"Dear Kitty," she read, "I have run away for ever, and I am never going home any more. I think I have killed Aunt Pike. I told her something, and she fell right down on the floor. She was dead, I am sure, and I ran away. I am too frightened to go home, so do not ask me to. I am going to earn my living. I am hiding at the farm. Mrs. Henderson thinks I am going home soon, but I am not; and if she won't let me sleep here, I shall sleep in the woods. To-morrow I shall try to get a place as a servant or something. I wish I looked older, and that I had one of your long skirts. I can put my hair up, but my dress is so short. Good-bye for ever.—
"Your loving Betty."
"S.P.—Give my love to father if he will except it from me, and tell him
I did not mean to be a bad child to him."
Kitty stood staring blankly at the letter, scarcely able to grasp its meaning. It seemed too wild, too improbable to be true. Betty had run away; was frightened, desperate, too frightened to go home; had been out all night alone; and they were all far away from her, all but Tony. Kitty felt stunned by the unexpectedness and greatness of the trouble, but she realized that she must act, and act quickly.
Miss Pidsley and Miss Hammond were gone to an early service at the church, but it never occurred to Kitty to wait for them and consult them. She only realized that a train left for Gorlay in twenty minutes' time, and that if she could catch it she could be at home in little more than two hours, and on the spot to seek for Betty. She cleared the stairs two at a time, and in less than three minutes was flying down them again and out of the house, buttoning her coat as she went, and had vanished round the corner and down the road. She felt absolutely no fear of meeting her teachers, for it never entered her head that she was doing anything wrong. Miss Pidsley had once said that if she was wanted at home she could go, and Kitty had never, since then, felt herself a prisoner at school. She did hope that she might not meet them, or any one else she knew, for time was very precious, and explanations would cause delay; but that they might forbid her to go never once entered her head. Her mind was full of but one thought—Betty was lost, and no one but herself had any clue as to her whereabouts.
But the only person that Kitty met was a telegraph boy. Miss Pidsley and Miss Hammond, coming home by another route, met the telegraph boy too at the gate, and took the telegram from him.
"Oh," exclaimed Miss Pidsley as she opened it and mastered its contents, "dear, dear! This brings bad news for Katherine Trenire. Listen," and she read aloud, "Mrs. Pike seriously ill. Send Miss Trenire at once. Yearsley."
"Shall I break it to the poor child?" asked Miss Hammond anxiously.
"Please."
Miss Hammond hurried into the house and to the schoolroom, but Kitty was not there. Then she went to the music-room, but there was no Kitty there; then by degrees they searched the whole house and garden, but in vain, and at last stood gazing at each other, perplexed and alarmed. Kitty, with never a thought of all the trouble she was causing, had caught her train and was speeding home, little dreaming, though, of all that lay before her, for in her alarm for Betty she had quite failed to grasp the other and more serious news that Betty had written; and, as the long minutes dragged by, and the train seemed but to crawl, it was only for Betty that her anxiety increased, is her mind had time to dwell on what had happened, and picture all the dreadful things that might have occurred to her.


Instructions for the task: Your task is to output the listing exactly, leaving every image out.

Given entries:
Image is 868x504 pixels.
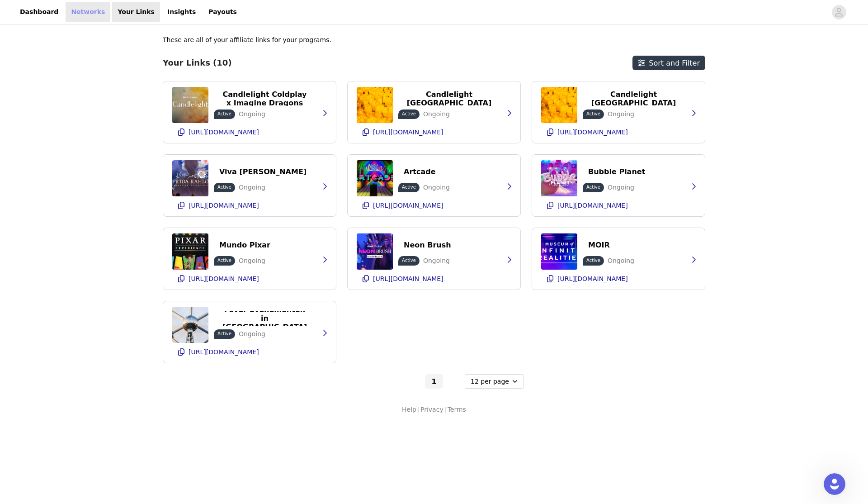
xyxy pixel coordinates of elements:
p: Ongoing [239,182,265,192]
button: Artcade [398,164,441,179]
p: Ongoing [608,109,635,119]
button: [URL][DOMAIN_NAME] [172,345,327,359]
img: Explore The True You : Museum of Infinite Realities - Billets | Fever [542,233,578,269]
a: Payouts [203,2,242,22]
p: MOIR [588,241,610,250]
p: These are all of your affiliate links for your programs. [163,35,331,44]
button: [URL][DOMAIN_NAME] [542,125,696,139]
button: Fever Evenementen in [GEOGRAPHIC_DATA] [214,311,316,325]
p: Ongoing [423,109,450,119]
p: Neon Brush [404,241,451,250]
img: Viva Frida Kahlo - Brussel - Tickets | Fever [172,160,208,196]
img: Neon Brush Bruxelles : atelier de peinture Billets | Fever [357,233,393,269]
img: ARTCADE: Het Interactieve Speelparadijs - Brussel - Tickets | Fever [357,160,393,196]
p: [URL][DOMAIN_NAME] [188,128,259,136]
img: 🎻 Tickets voor Candlelight Concerts in Brussel 2025 | Fever [542,86,578,123]
p: Active [587,184,600,190]
div: avatar [834,5,843,19]
img: Événements à Bruxelles : Activités et choses à faire | Fever [172,307,208,343]
p: [URL][DOMAIN_NAME] [558,128,628,136]
img: Mundo Pixar Experience - Brussels - Tickets | Fever [172,233,208,269]
p: Fever Evenementen in [GEOGRAPHIC_DATA] [220,305,310,331]
p: [URL][DOMAIN_NAME] [558,275,628,282]
p: Ongoing [608,182,635,192]
p: Ongoing [239,256,265,265]
p: [URL][DOMAIN_NAME] [373,202,444,209]
img: Bubble Planet - Het immersieve avontuur - Brussel - Tickets | Fever [542,160,578,196]
p: Ongoing [239,329,265,339]
img: Candlelight : Coldplay vs Imagine Dragons - Zaal AthenA, Antwerpen - Tickets | Fever [172,86,208,123]
button: Go To Page 1 [425,374,443,389]
button: Sort and Filter [633,56,705,70]
p: Ongoing [423,256,450,265]
p: Active [587,257,600,263]
p: [URL][DOMAIN_NAME] [373,128,444,136]
p: Active [402,110,416,117]
p: Active [587,110,600,117]
p: [URL][DOMAIN_NAME] [188,348,259,355]
button: [URL][DOMAIN_NAME] [542,198,696,212]
a: Insights [162,2,202,22]
a: Dashboard [14,2,64,22]
p: Ongoing [608,256,635,265]
button: [URL][DOMAIN_NAME] [172,272,327,286]
h3: Your Links (10) [163,58,232,68]
button: Go to previous page [405,374,423,389]
a: Privacy [421,404,444,415]
p: Viva [PERSON_NAME] [220,167,307,176]
p: [URL][DOMAIN_NAME] [558,202,628,209]
button: [URL][DOMAIN_NAME] [172,198,327,212]
p: Active [218,330,232,337]
button: Neon Brush [398,238,456,252]
p: [URL][DOMAIN_NAME] [188,275,259,282]
button: Bubble Planet [583,164,651,179]
iframe: Intercom live chat [824,473,846,494]
p: Bubble Planet [588,167,645,176]
button: MOIR [583,238,615,252]
p: Active [218,184,232,190]
a: Help [402,404,417,415]
p: [URL][DOMAIN_NAME] [188,202,259,209]
button: [URL][DOMAIN_NAME] [357,125,512,139]
button: Candlelight [GEOGRAPHIC_DATA] [398,91,500,106]
p: Ongoing [423,182,450,192]
button: [URL][DOMAIN_NAME] [542,272,696,286]
button: Go to next page [445,374,463,389]
p: Active [402,184,416,190]
p: [URL][DOMAIN_NAME] [373,275,444,282]
p: Artcade [404,167,436,176]
button: [URL][DOMAIN_NAME] [357,272,512,286]
button: Candlelight [GEOGRAPHIC_DATA] [583,91,685,106]
a: Your Links [112,2,160,22]
p: Active [218,110,232,117]
p: Mundo Pixar [220,241,271,250]
button: [URL][DOMAIN_NAME] [357,198,512,212]
a: Networks [65,2,110,22]
p: Candlelight [GEOGRAPHIC_DATA] [404,90,494,107]
p: Active [402,257,416,263]
p: Active [218,257,232,263]
p: Ongoing [239,109,265,119]
button: [URL][DOMAIN_NAME] [172,125,327,139]
p: Candlelight Coldplay x Imagine Dragons [220,90,310,107]
button: Mundo Pixar [214,238,276,252]
p: Candlelight [GEOGRAPHIC_DATA] [588,90,679,107]
button: Candlelight Coldplay x Imagine Dragons [214,91,316,106]
button: Viva [PERSON_NAME] [214,164,312,179]
img: 🎻 Tickets voor Candlelight Concerts in Antwerpen 2025 | Fever [357,86,393,123]
a: Terms [447,404,467,415]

Written solution:
Image is 868x504 pixels.
xyxy pixel coordinates of elements:
p: Ongoing [239,182,265,192]
button: Artcade [398,164,441,179]
p: Ongoing [608,109,635,119]
button: [URL][DOMAIN_NAME] [172,345,327,359]
img: Explore The True You : Museum of Infinite Realities - Billets | Fever [542,233,578,269]
a: Payouts [203,2,242,22]
p: MOIR [588,241,610,250]
p: These are all of your affiliate links for your programs. [163,35,331,44]
button: [URL][DOMAIN_NAME] [542,125,696,139]
button: Fever Evenementen in [GEOGRAPHIC_DATA] [214,311,316,325]
p: Ongoing [423,109,450,119]
p: Neon Brush [404,241,451,250]
img: Viva Frida Kahlo - Brussel - Tickets | Fever [172,160,208,196]
img: Neon Brush Bruxelles : atelier de peinture Billets | Fever [357,233,393,269]
img: ARTCADE: Het Interactieve Speelparadijs - Brussel - Tickets | Fever [357,160,393,196]
p: [URL][DOMAIN_NAME] [188,128,259,136]
img: 🎻 Tickets voor Candlelight Concerts in Brussel 2025 | Fever [542,86,578,123]
p: Active [587,184,600,190]
div: avatar [834,5,843,19]
img: Événements à Bruxelles : Activités et choses à faire | Fever [172,307,208,343]
p: [URL][DOMAIN_NAME] [558,128,628,136]
img: Mundo Pixar Experience - Brussels - Tickets | Fever [172,233,208,269]
p: Fever Evenementen in [GEOGRAPHIC_DATA] [220,305,310,331]
p: [URL][DOMAIN_NAME] [558,275,628,282]
p: Ongoing [608,182,635,192]
p: Ongoing [239,256,265,265]
p: [URL][DOMAIN_NAME] [373,202,444,209]
img: Bubble Planet - Het immersieve avontuur - Brussel - Tickets | Fever [542,160,578,196]
p: Ongoing [239,329,265,339]
img: Candlelight : Coldplay vs Imagine Dragons - Zaal AthenA, Antwerpen - Tickets | Fever [172,86,208,123]
button: Go To Page 1 [425,374,443,389]
button: Sort and Filter [633,56,705,70]
p: Ongoing [423,256,450,265]
p: Active [587,257,600,263]
p: [URL][DOMAIN_NAME] [373,128,444,136]
p: Active [402,110,416,117]
p: Active [587,110,600,117]
p: [URL][DOMAIN_NAME] [188,348,259,355]
button: [URL][DOMAIN_NAME] [542,198,696,212]
a: Insights [162,2,202,22]
a: Dashboard [14,2,64,22]
p: Ongoing [608,256,635,265]
button: [URL][DOMAIN_NAME] [172,272,327,286]
h3: Your Links (10) [163,58,232,68]
button: Go to previous page [405,374,423,389]
a: Privacy [421,404,444,415]
p: Viva [PERSON_NAME] [220,167,307,176]
p: [URL][DOMAIN_NAME] [558,202,628,209]
button: [URL][DOMAIN_NAME] [172,198,327,212]
p: Active [218,330,232,337]
button: Neon Brush [398,238,456,252]
p: [URL][DOMAIN_NAME] [188,275,259,282]
button: Bubble Planet [583,164,651,179]
iframe: Intercom live chat [824,473,846,494]
p: Bubble Planet [588,167,645,176]
button: MOIR [583,238,615,252]
p: Active [218,184,232,190]
a: Help [402,404,417,415]
p: [URL][DOMAIN_NAME] [188,202,259,209]
button: [URL][DOMAIN_NAME] [357,125,512,139]
button: Candlelight [GEOGRAPHIC_DATA] [398,91,500,106]
p: Ongoing [423,182,450,192]
button: [URL][DOMAIN_NAME] [542,272,696,286]
button: Go to next page [445,374,463,389]
p: Active [402,184,416,190]
p: [URL][DOMAIN_NAME] [373,275,444,282]
p: Artcade [404,167,436,176]
button: [URL][DOMAIN_NAME] [357,272,512,286]
button: Candlelight [GEOGRAPHIC_DATA] [583,91,685,106]
a: Your Links [112,2,160,22]
p: Active [218,110,232,117]
p: Mundo Pixar [220,241,271,250]
button: [URL][DOMAIN_NAME] [357,198,512,212]
a: Networks [65,2,110,22]
p: Candlelight [GEOGRAPHIC_DATA] [404,90,494,107]
p: Active [402,257,416,263]
p: Active [218,257,232,263]
p: Ongoing [239,109,265,119]
button: [URL][DOMAIN_NAME] [172,125,327,139]
p: Candlelight Coldplay x Imagine Dragons [220,90,310,107]
button: Mundo Pixar [214,238,276,252]
p: Candlelight [GEOGRAPHIC_DATA] [588,90,679,107]
button: Candlelight Coldplay x Imagine Dragons [214,91,316,106]
button: Viva [PERSON_NAME] [214,164,312,179]
img: 🎻 Tickets voor Candlelight Concerts in Antwerpen 2025 | Fever [357,86,393,123]
a: Terms [447,404,467,415]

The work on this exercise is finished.